Another way of seeing this is to look at the comprehensive nature of marriage. Marriage unites spouses in heart, mind, and body. Because human persons are bodily beings, a comprehensive union of persons (which is essential to marriage as a total gift of each spouse to the other) involves bodily union. (This helps to explain two important things: 1) how marriage differs in principle from other forms of relationship, including ordinary friendships, no matter how close and intense; and 2) why marriage is inherently, and not merely incidentally, a sexual partnership.) But union requires a common good; and bodily union, a common biological good. Two men or two women cannot come together in any bodily way that tends towards a single biological good. They may be seeking mutual pleasure, but pleasure is only a good when it is taken in something independently good. 

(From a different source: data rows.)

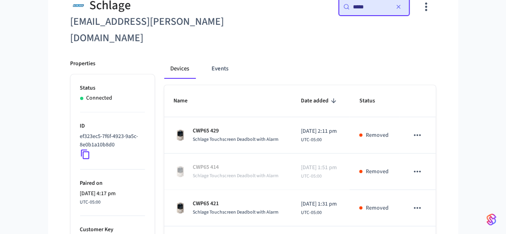 The height and width of the screenshot is (234, 506). Describe the element at coordinates (372, 101) in the screenshot. I see `span: Status` at that location.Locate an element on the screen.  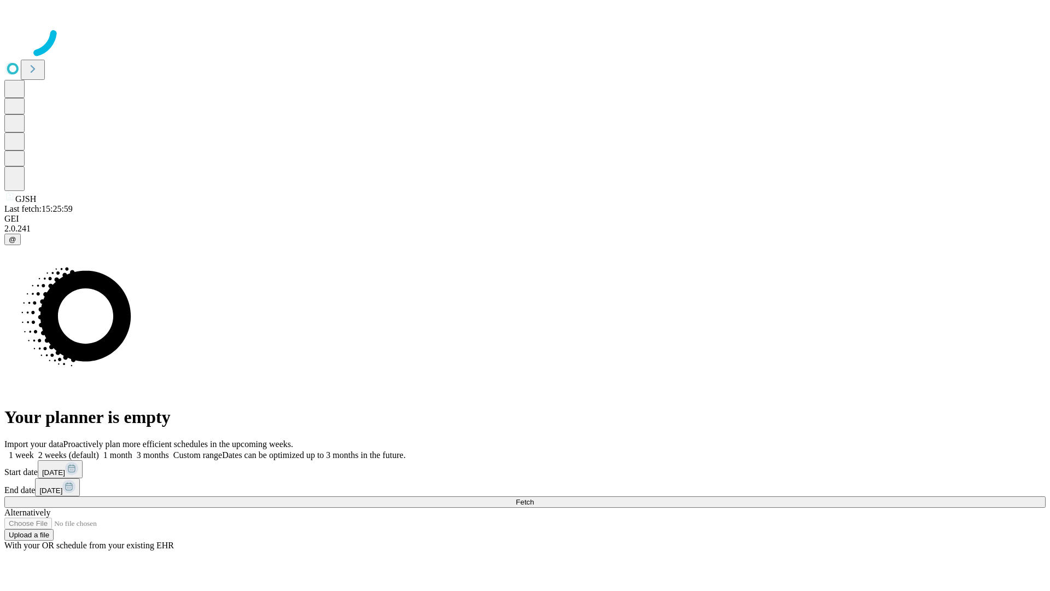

As an aside, note that the philosophical work of Blessed John Paul II’s Theology of the Body points to this truth.17 There John Paul emphasizes and articulates human beings’ original unity, and the ultimate unity to which all are drawn. He teaches that sexual congress–the unity of male and female–points to this primordial unity, in addition to signifying the nuptial relationship between God and His people, and between Christ, the bridegroom, and the Church, His bride.18 

Building on this work, Professor Livio Melina writes that sexual relations between persons of the same sex “short-circuit” this complementarity and are thus unfruitful:
First, homosexual behavior lacks that unitive meaning in which “an authentic gift of self” can take place .... By lacking complementarity, each one of the partners remains locked in himself and experiences his contact with the other’s body merely as an opportunity for selfish enjoyment.... Secondly, it is obvious that the homosexual act also lacks openness to the procreative meaning of human sexuality ... without which the sexual act risks turning in on itself, by concentration on the search for pleasure alone and literally sterilizing itself....19
Only a man and a woman can establish a genuine one-flesh union through their commitment to each other and their bodily complementarity.20
 
Here is another way of putting the point. There are many bodily activities that people do together: enjoy meals, play sports, do manual labor, etc. Friends, teammates, colleagues, and others engage in all of these and many other activities.
 But everyone recognizes that marriage involves a sexual component, which these other physical experiences lack. A brother and sister or an uncle and his niece are prohibited everywhere from marrying because of the relationship of marriage to sexual activity and the laws of consanguinity. Even those who propose radically altering the definition of marriage would not advocate allowing two brothers or sisters or an uncle and his nephew to marry (say, for the tax benefits, or for hospital visiting privileges). What, then, explains this connection–acknowledged even by those who would redefine marriage–between marriage and sexual activity?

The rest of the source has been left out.